I'm Anjuli, founder of People Pace....
At People Pace, our mission is to help companies build their People & Culture departments strategically, scalably, feministically, and humanistically from the ground up. We help manage growth spurts in a way that empowers the people within the company, rather than overwhelming them. With our expertise, even small and medium-sized enterprises gain access to experiences and resources traditionally reserved for large corporations.
At People Pace, our mission is...
Anjuli follows a strict hierarchy: get payroll, onboarding, and offboarding processes bulletproof before attempting culture initiatives. She uses Herzberg's two-factor theory - hygiene factors (salary accuracy, basic systems) must work flawlessly before motivational factors (culture, engagement) can take effect. Companies that skip this foundation find their culture initiatives failing because employees can't trust basic operations. "If your salary is wrong every month, you don't care how good the culture is."

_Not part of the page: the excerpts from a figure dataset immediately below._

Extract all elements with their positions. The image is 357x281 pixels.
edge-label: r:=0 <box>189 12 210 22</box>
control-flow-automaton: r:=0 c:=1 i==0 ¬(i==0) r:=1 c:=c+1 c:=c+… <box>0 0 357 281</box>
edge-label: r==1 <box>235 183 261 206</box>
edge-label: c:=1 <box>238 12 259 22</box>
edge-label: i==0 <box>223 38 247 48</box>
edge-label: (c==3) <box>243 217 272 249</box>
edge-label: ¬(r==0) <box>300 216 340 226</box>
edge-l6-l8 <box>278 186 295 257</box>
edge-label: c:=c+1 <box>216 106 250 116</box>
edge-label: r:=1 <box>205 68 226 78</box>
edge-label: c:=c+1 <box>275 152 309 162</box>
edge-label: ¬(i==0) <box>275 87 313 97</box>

Early-stage companies often create compensation inconsistencies that directly contradict their stated values. Anjuli implements structured salary bands and bonus frameworks from day one to prevent competitive internal dynamics. She tracks how compensation decisions impact behavior - if bonuses pit employees against each other, collaboration suffers regardless of cultural messaging. This systematic approach prevents the common scenario where companies reach 300+ employees and discover their compensation structure has created an unintended culture.

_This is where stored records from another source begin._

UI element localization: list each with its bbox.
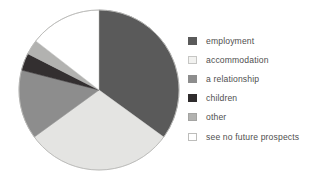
legend-swatch-icon-a-relationship [188, 75, 197, 83]
pie-chart-plot-area [0, 0, 186, 177]
chart-legend: employment accommodation a relationship … [188, 31, 332, 147]
legend-item-see-no-future-prospects[interactable]: see no future prospects [188, 127, 332, 146]
legend-swatch-icon-accommodation [188, 56, 197, 64]
legend-item-a-relationship[interactable]: a relationship [188, 69, 332, 88]
legend-swatch-icon-employment [188, 37, 197, 45]
pie-chart-svg [0, 0, 186, 177]
legend-label-see-no-future-prospects: see no future prospects [206, 132, 299, 142]
legend-item-other[interactable]: other [188, 108, 332, 127]
legend-label-other: other [206, 112, 226, 122]
legend-item-accommodation[interactable]: accommodation [188, 50, 332, 69]
legend-label-accommodation: accommodation [206, 55, 269, 65]
legend-swatch-icon-see-no-future-prospects [188, 133, 197, 141]
legend-label-employment: employment [206, 36, 254, 46]
legend-item-children[interactable]: children [188, 89, 332, 108]
legend-item-employment[interactable]: employment [188, 31, 332, 50]
legend-swatch-icon-other [188, 113, 197, 121]
legend-label-children: children [206, 93, 237, 103]
pie-chart-figure: employment accommodation a relationship … [0, 0, 332, 177]
legend-label-a-relationship: a relationship [206, 74, 259, 84]
pie-slice-group [19, 10, 179, 170]
legend-swatch-icon-children [188, 94, 197, 102]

Rather than generic performance reviews, Anjuli creates systems where performance criteria directly reflect company values and desired behaviors. She implements regular dialogue frameworks where progression depends on demonstrating cultural fit alongside technical skills. This ensures that promotions and raises reinforce the culture rather than rewarding behavior that contradicts stated values. The result: employees feel safer because advancement criteria are consistent and transparent.
Instead of demanding "a seat at the table," Anjuli earns influence by bringing data-driven insights to leadership decisions. When leaders want to terminate someone on their last probation day, she provides cultural impact analysis and alternative approaches rather than just saying "no." She offers frameworks for expectation management and structured feedback processes that achieve business goals while maintaining cultural integrity. This consultative approach transforms HR from order-taker to strategic partner.
Anjuli requires cultural impact analysis for major people decisions - terminations, promotions, policy changes. She helps leaders understand how their choices will affect team psychology and company culture. For example, firing someone at 7:30 PM on their last probation day without prior feedback creates fear among remaining employees. By providing alternative approaches and explaining cultural consequences, she guides leaders toward decisions that achieve business objectives while strengthening rather than damaging culture.
Anjuli advocates for aggressive automation of routine HR tasks to free up time for strategic culture work. She implements HR systems that automate birthday reminders, probation tracking, and payroll processes, then reinvests that time in performance management design and cultural initiatives. The key is evaluating every HR task for value-add potential - automate what doesn't require human judgment, systematize what does. This approach allows small HR teams to punch above their weight in cultural impact.
Anjuli builds promotion frameworks that make advancement criteria visible and measurable. Instead of subjective manager decisions, she creates structured evaluation processes that assess both performance and cultural contributions. This transparency reduces bias in promotion decisions and helps employees understand exactly what's required for advancement. The system includes regular check-ins and clear behavioral expectations that tie directly to company values.
In this episode of Heart of the Brand, host Diana Alexandrovna interviews Anjuli Mauer, CEO & Founder at People Pace. Anjuli reveals how scaling companies unknowingly destroy their culture through inconsistent compensation decisions and misaligned performance systems – and how to fix it before it’s too late. After building HR departments at multiple Berlin startups including Flaconi, she discovered that most culture problems stem from operational failures, not values misalignment. Her approach prioritizes getting foundational processes right before layering on cultural initiatives, helping companies avoid the costly mistake of trying to fix culture after scaling without proper systems.